There is more than a casual link between computer people and musicians. Computers have created music since 1961 when an IBM7094 sang the song Daisy Bell (later inspiring another computer, the HAL 9000, to do the same).
[Vinod.S] wanted to create music on an STM32F407 Discovery board, but he also wanted it to play on his FM radio. He did it, and his technique was surprising and straightforward. The key is that the ARM processor on the Discovery board uses an 8MHz crystal, but internally (using a phase-locked loop, or PLL) it produces a 100MHz system clock. This happens to be right in the middle of the FM radio band. Bringing that signal back out of the chip on a spare output pin gives you the FM carrier.
That’s simple, but a carrier all by itself isn’t sufficient. You need to FM modulate the carrier. [Vinod.S] did the music playback in the usual way and fed the analog signal via a resistor to the crystal. With some experimentation, he found a value that would pull the crystal frequency enough that when multiplied up to 100MHz, it would produce the desired amount of FM deviation. You can see a video of the whole thing in action, below.
Surprisingly, even this isn’t a new idea. Back in the early days of computers, it was well known that AM radios would pick up noise from an operating computer and that the right program could produce music. There’s an article about doing just that on an old Altair (although the technique predates that) and even a video of the same. Speaking of videos, there is a video of the IBM computer that would go on to inspire HAL to sing from 1961.

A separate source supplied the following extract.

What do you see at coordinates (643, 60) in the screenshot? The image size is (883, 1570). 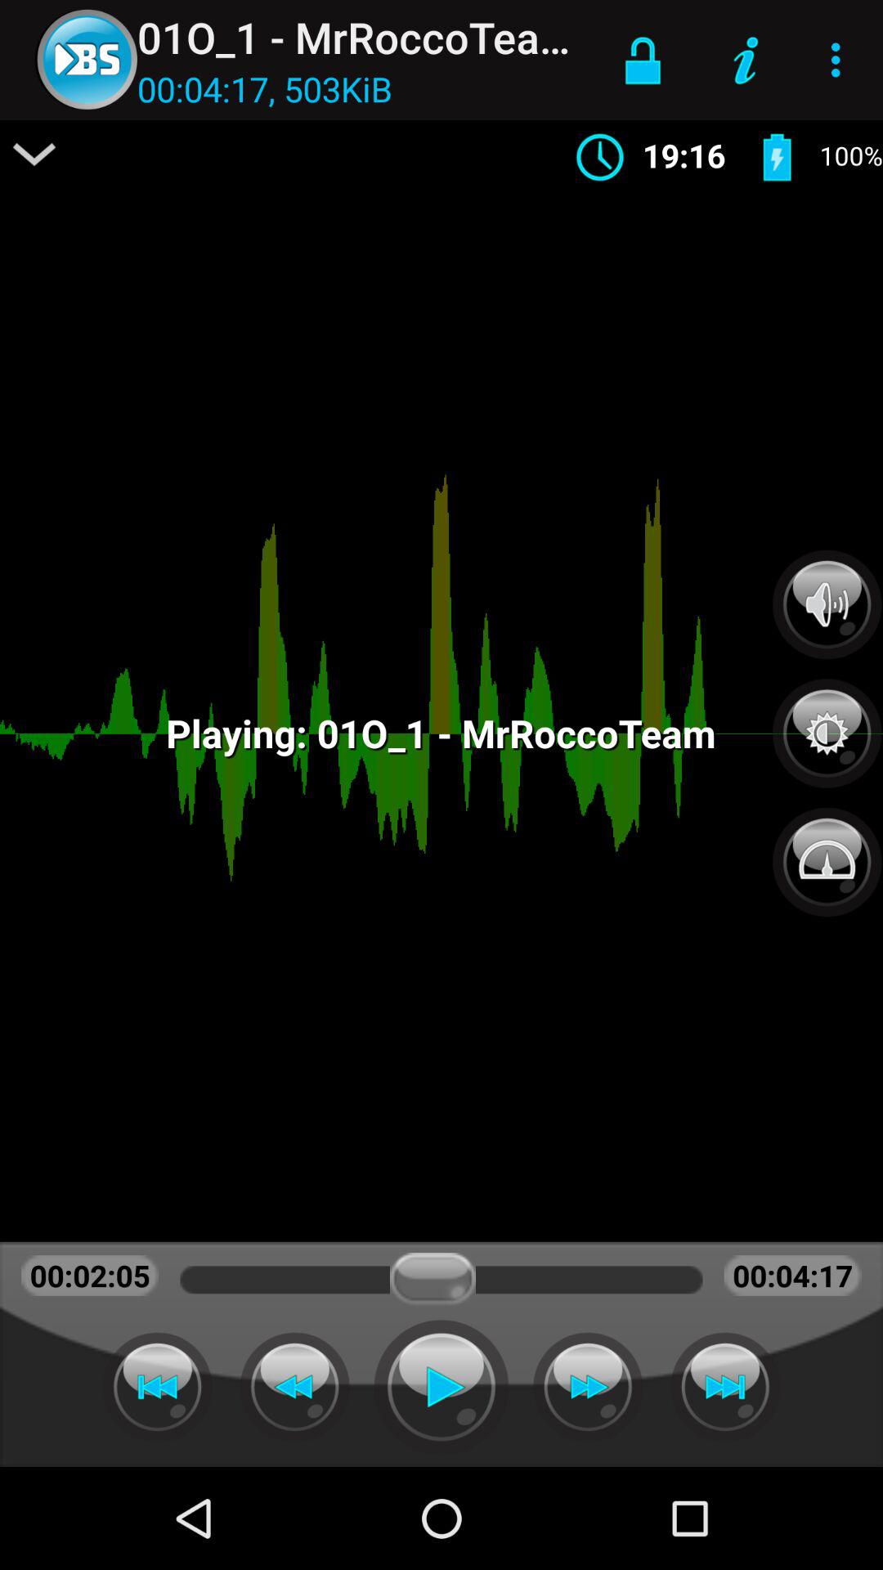 I see `click item to the right of the 01o_1 - mrroccoteam icon` at bounding box center [643, 60].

We cover a lot of music-oriented projects, including ones that make music humans can’t. There are plenty of regular projects, too. One word of caution: spewing out 100 MHz signals from your microcontroller might not put you on the good side of your country’s radio regulatory agency. We’d be careful designing something like this into a real product unless you were sure you knew you could pass the legal test.